The diamond operations in the Marange/Chiadzwa diamond fields have been successful, says Williamson.

Meanwhile, since coal miner Makomo Resources was established in 2010, it has become a major player in the coal mining arena, with a production level of more than 200 000 t/m. This production level has made Makomo Resources the second- largest coal producer in Zimbabwe, after JSE-listed coal producer Hwange Colliery Company.

Williamson notes that the Sharwa mine owned by vermiculite producer Samrec Vermiculite Zimbabwe and the Dinhidza mine owned by trader of raw vermiculite Wickbury Investments are now both producing vermiculite.

Investments have been limited for the rest of the commodities, but there is sub- stantial interest in gold – which recovered from about 115 000 oz in 2008 to almost 750 000 oz in 2012 – chrome, diamonds, coal, natural gas and coalbed methane, nickel, phosphates and vermiculite.

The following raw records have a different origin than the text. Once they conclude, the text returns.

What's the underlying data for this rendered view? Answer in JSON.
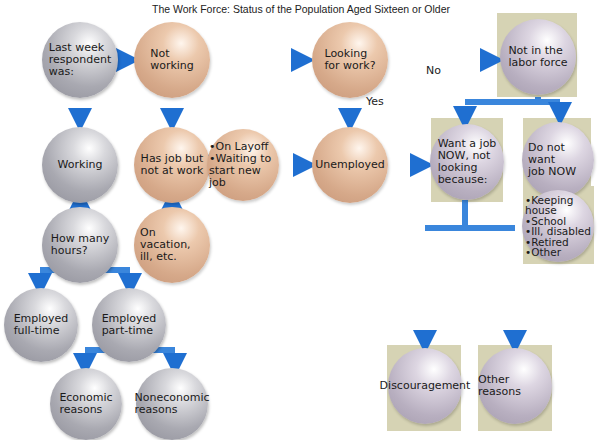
{
  "title": "The Work Force: Status of the Population Aged Sixteen or Older",
  "colors": {
    "arrow": "#1f6fd1",
    "box_bg": "#d6d3b4",
    "working_nodes": "#a9a9b1",
    "not_working_nodes": "#d6a98a",
    "not_in_labor_force_nodes": "#b8afc0"
  },
  "nodes": {
    "respondent": "Last week\nrespondent\nwas:",
    "not_working": "Not\nworking",
    "looking": "Looking\nfor work?",
    "not_in_labor_force": "Not in the\nlabor force",
    "working": "Working",
    "has_job_not_at_work": "Has job but\nnot at work",
    "layoff": "•On Layoff\n•Waiting to\nstart new job",
    "unemployed": "Unemployed",
    "want_job": "Want a job\nNOW, not\nlooking\nbecause:",
    "do_not_want": "Do not want\njob NOW",
    "reasons_list": "•Keeping\n  house\n•School\n•Ill, disabled\n•Retired\n•Other",
    "how_many_hours": "How many\nhours?",
    "vacation": "On vacation,\nill, etc.",
    "full_time": "Employed\nfull-time",
    "part_time": "Employed\npart-time",
    "economic": "Economic\nreasons",
    "noneconomic": "Noneconomic\nreasons",
    "discouragement": "Discouragement",
    "other_reasons": "Other reasons"
  },
  "edge_labels": {
    "no": "No",
    "yes": "Yes"
  }
}
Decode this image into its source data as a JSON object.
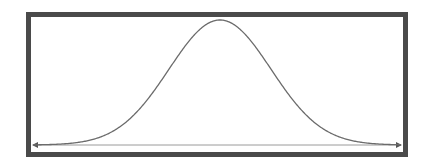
{
  "diagram": {
    "type": "normal-distribution-curve",
    "frame_color": "#4a4a4a",
    "curve_color": "#6b6b6b",
    "axis_color": "#8a8a8a",
    "curve": {
      "mean_x": 220,
      "sigma_px": 51,
      "peak_y": 20,
      "baseline_y": 145,
      "x_start": 34,
      "x_end": 401
    },
    "axis": {
      "y": 145,
      "x_start": 33,
      "x_end": 401,
      "arrow_left": "left-arrow",
      "arrow_right": "right-arrow"
    }
  }
}
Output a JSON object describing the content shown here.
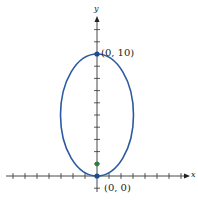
{
  "figure": {
    "type": "ellipse-graph",
    "axes": {
      "x_label": "x",
      "y_label": "y",
      "x_range": [
        -7,
        7
      ],
      "y_range": [
        -2,
        13
      ],
      "tick_spacing": 1
    },
    "ellipse": {
      "center": [
        0,
        5
      ],
      "semi_axis_x": 3,
      "semi_axis_y": 5,
      "color": "#2b5aa0"
    },
    "points": [
      {
        "label": "(0, 10)",
        "coords": [
          0,
          10
        ],
        "color": "#1d4b8f"
      },
      {
        "label": "(0, 0)",
        "coords": [
          0,
          0
        ],
        "color": "#1d4b8f"
      },
      {
        "label": "",
        "coords": [
          0,
          1
        ],
        "color": "#2e7d4f",
        "role": "focus"
      }
    ]
  }
}
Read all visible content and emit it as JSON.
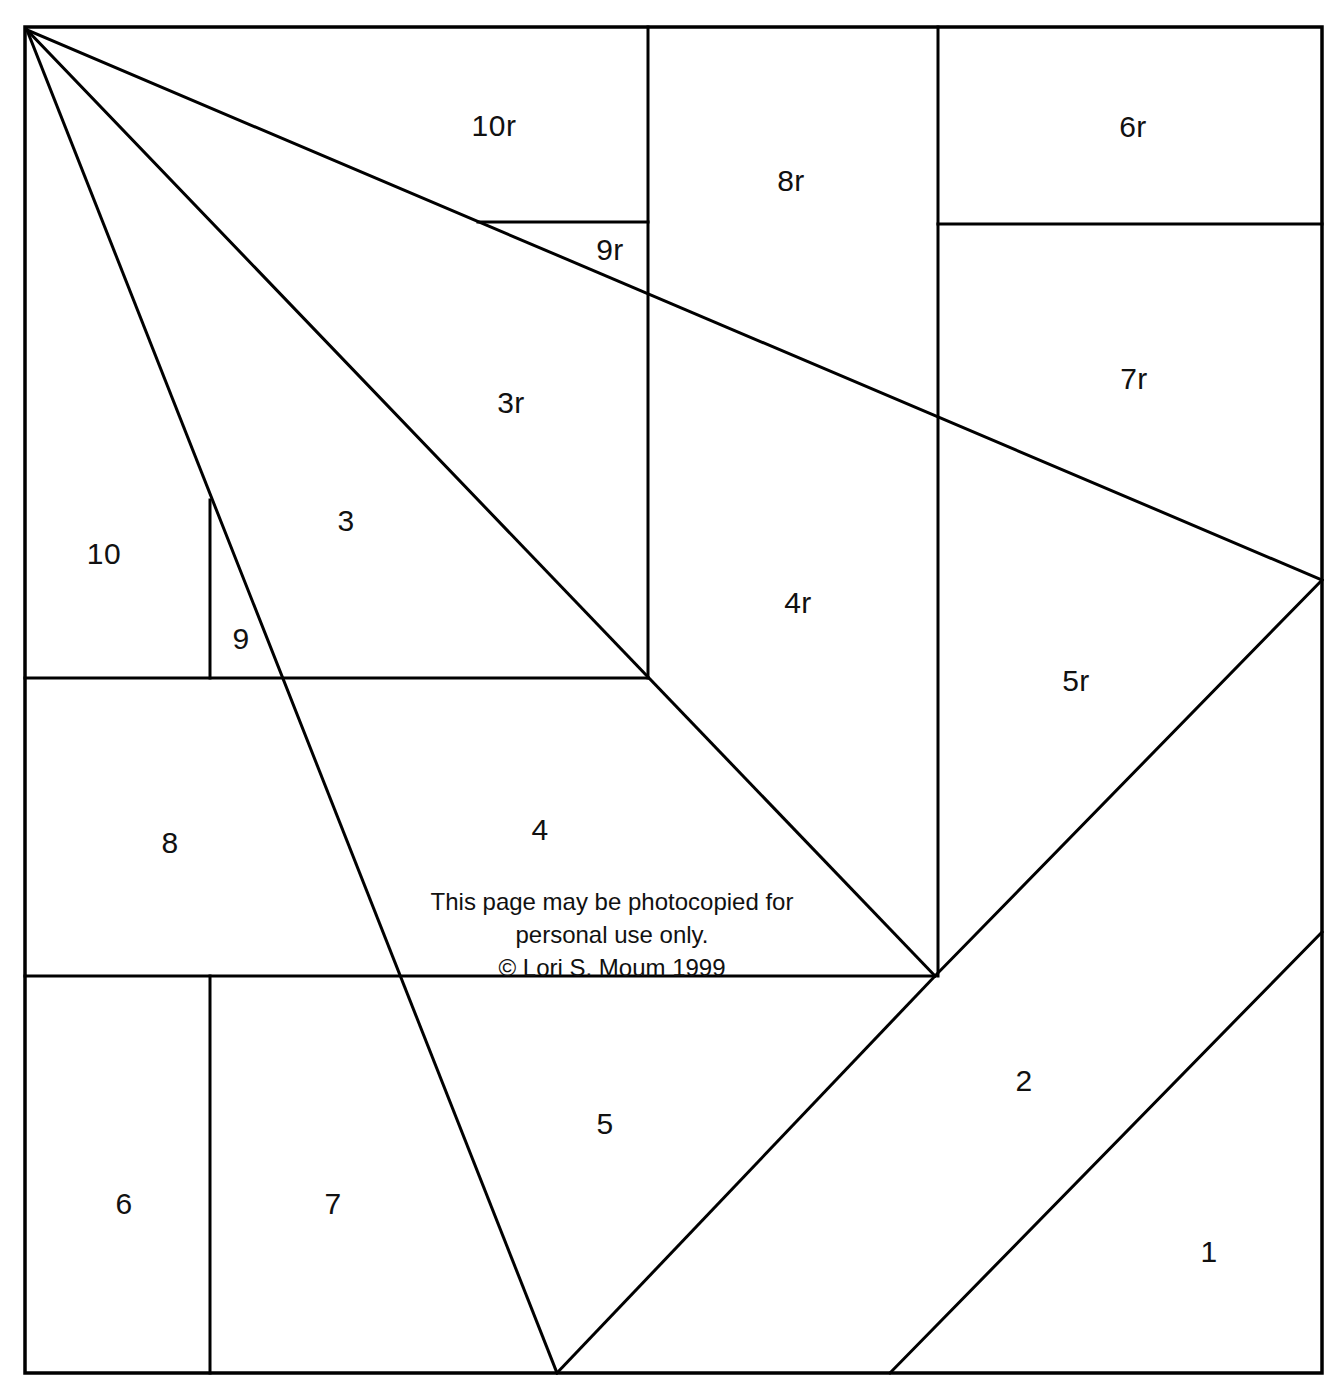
{
  "document": {
    "type": "quilt-foundation-piecing-pattern",
    "background_color": "#ffffff",
    "line_color": "#000000"
  },
  "notice": {
    "line1": "This page may be photocopied for",
    "line2": "personal use only.",
    "line3": "© Lori S. Moum 1999"
  },
  "sections": [
    {
      "label": "1",
      "x": 1209,
      "y": 1252
    },
    {
      "label": "2",
      "x": 1024,
      "y": 1081
    },
    {
      "label": "3",
      "x": 346,
      "y": 521
    },
    {
      "label": "3r",
      "x": 511,
      "y": 403
    },
    {
      "label": "4",
      "x": 540,
      "y": 830
    },
    {
      "label": "4r",
      "x": 798,
      "y": 603
    },
    {
      "label": "5",
      "x": 605,
      "y": 1124
    },
    {
      "label": "5r",
      "x": 1076,
      "y": 681
    },
    {
      "label": "6",
      "x": 124,
      "y": 1204
    },
    {
      "label": "6r",
      "x": 1133,
      "y": 127
    },
    {
      "label": "7",
      "x": 333,
      "y": 1204
    },
    {
      "label": "7r",
      "x": 1134,
      "y": 379
    },
    {
      "label": "8",
      "x": 170,
      "y": 843
    },
    {
      "label": "8r",
      "x": 791,
      "y": 181
    },
    {
      "label": "9",
      "x": 241,
      "y": 639
    },
    {
      "label": "9r",
      "x": 610,
      "y": 250
    },
    {
      "label": "10",
      "x": 104,
      "y": 554
    },
    {
      "label": "10r",
      "x": 494,
      "y": 126
    }
  ],
  "geometry": {
    "border": {
      "left": 25,
      "top": 27,
      "right": 1322,
      "bottom": 1373
    },
    "lines": [
      {
        "name": "diagonal-a-topleft-to-right-edge",
        "x1": 27,
        "y1": 30,
        "x2": 1322,
        "y2": 580
      },
      {
        "name": "diagonal-b-topleft-to-apex",
        "x1": 27,
        "y1": 30,
        "x2": 935,
        "y2": 976
      },
      {
        "name": "diagonal-c-topleft-to-bottom",
        "x1": 27,
        "y1": 30,
        "x2": 557,
        "y2": 1373
      },
      {
        "name": "diagonal-d-apex-to-bottom",
        "x1": 935,
        "y1": 976,
        "x2": 557,
        "y2": 1373
      },
      {
        "name": "diagonal-e-apex-to-right-edge",
        "x1": 935,
        "y1": 976,
        "x2": 1322,
        "y2": 580
      },
      {
        "name": "diagonal-f-lower-right",
        "x1": 890,
        "y1": 1373,
        "x2": 1322,
        "y2": 932
      },
      {
        "name": "vertical-648-top",
        "x1": 648,
        "y1": 27,
        "x2": 648,
        "y2": 678
      },
      {
        "name": "vertical-938-top",
        "x1": 938,
        "y1": 27,
        "x2": 938,
        "y2": 976
      },
      {
        "name": "vertical-210-mid",
        "x1": 210,
        "y1": 500,
        "x2": 210,
        "y2": 678
      },
      {
        "name": "vertical-210-bottom",
        "x1": 210,
        "y1": 976,
        "x2": 210,
        "y2": 1373
      },
      {
        "name": "horizontal-222-9r",
        "x1": 478,
        "y1": 222,
        "x2": 648,
        "y2": 222
      },
      {
        "name": "horizontal-224-6r",
        "x1": 938,
        "y1": 224,
        "x2": 1322,
        "y2": 224
      },
      {
        "name": "horizontal-678",
        "x1": 25,
        "y1": 678,
        "x2": 648,
        "y2": 678
      },
      {
        "name": "horizontal-976",
        "x1": 25,
        "y1": 976,
        "x2": 935,
        "y2": 976
      }
    ]
  }
}
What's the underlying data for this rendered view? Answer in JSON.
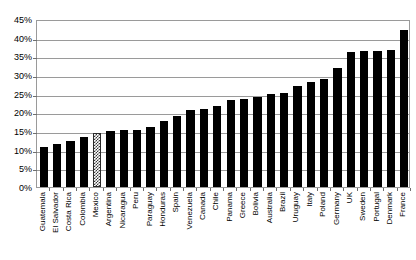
{
  "chart_data": {
    "type": "bar",
    "title": "",
    "subtitle": "",
    "xlabel": "",
    "ylabel": "",
    "ylim": [
      0,
      45
    ],
    "grid": true,
    "legend": "none",
    "y_ticks": [
      "0%",
      "5%",
      "10%",
      "15%",
      "20%",
      "25%",
      "30%",
      "35%",
      "40%",
      "45%"
    ],
    "y_tick_values": [
      0,
      5,
      10,
      15,
      20,
      25,
      30,
      35,
      40,
      45
    ],
    "categories": [
      "Guatemala",
      "El Salvador",
      "Costa Rica",
      "Colombia",
      "Mexico",
      "Argentina",
      "Nicaragua",
      "Peru",
      "Paraguay",
      "Honduras",
      "Spain",
      "Venezuela",
      "Canada",
      "Chile",
      "Panama",
      "Greece",
      "Bolivia",
      "Australia",
      "Brazil",
      "Uruguay",
      "Italy",
      "Poland",
      "Germany",
      "UK",
      "Sweden",
      "Portugal",
      "Denmark",
      "France"
    ],
    "values": [
      10.7,
      11.5,
      12.3,
      13.5,
      14.5,
      15.0,
      15.2,
      15.4,
      16.0,
      17.7,
      19.0,
      20.5,
      21.0,
      21.8,
      23.2,
      23.6,
      24.0,
      24.8,
      25.2,
      27.0,
      28.2,
      29.0,
      31.8,
      36.2,
      36.3,
      36.4,
      36.8,
      42.0
    ],
    "highlight_category": "Mexico",
    "highlight_index": 4,
    "bar_color": "#000000",
    "highlight_pattern": "checkerboard",
    "grid_color": "#9a9a9a",
    "background_color": "#ffffff"
  }
}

Williamson says that mining dominates Zimbabwe’s exports and, in 2010 to 2012, the mining industry, excluding diamond mining, which is not widely disclosed, accounted for 42%, or $1376-million, of total exports in 2010; for 57%, or $2010-million, in 2011; and for 50%, or $1925-million, in 2012.

In turn, gold and PGMs dominate the mining-sector exports, with gold accounting for 28%, 33% and 42% and PGMs for 41%, 38% and 35% of the exports from 2010 to 2012.

Further, a substantial portion of the nickel exports for the same period – 8.1%, 8.7% and 6.0% – is also attributable to the PGM miners.

Mining exports for the six months to June 2013 were estimated at $934-million.

The Way Forward
The future of the Zimbabwean mining industry, Williamson says, is a case of being either in or out of the industry.

“While Zimbabwe is a no-go zone for the majority of global mining investors, for those that have operations in Zimbabwe it is a case of working around the issues, with a fair amount of belief that things will ultimately normalise,” he notes.

Zimbabwe’s mining tradition exceeds one hundred years, has substantial on-site resources and reserves and it produces about 30 mineral-based commodities, which means that miners are spoilt for choice of opportunities.

The country also has great weather, a relatively skilled and largely English-speaking population and is a day’s travel by car away from Johannesburg.

Williamson says that the significant mineral wealth will remain in the ground unless government adopts progressive investment and tax codes and rehabilitates the country’s power, water, transport, telecommunications and border-control infrastructure at a cost of $5-billion over the next five to seven years, as estimated by the Zimbabwe Chamber of Mines.

He also believes that a move in this direction will, in turn, prompt miners to raise funds to rehabilitate and expand their operations.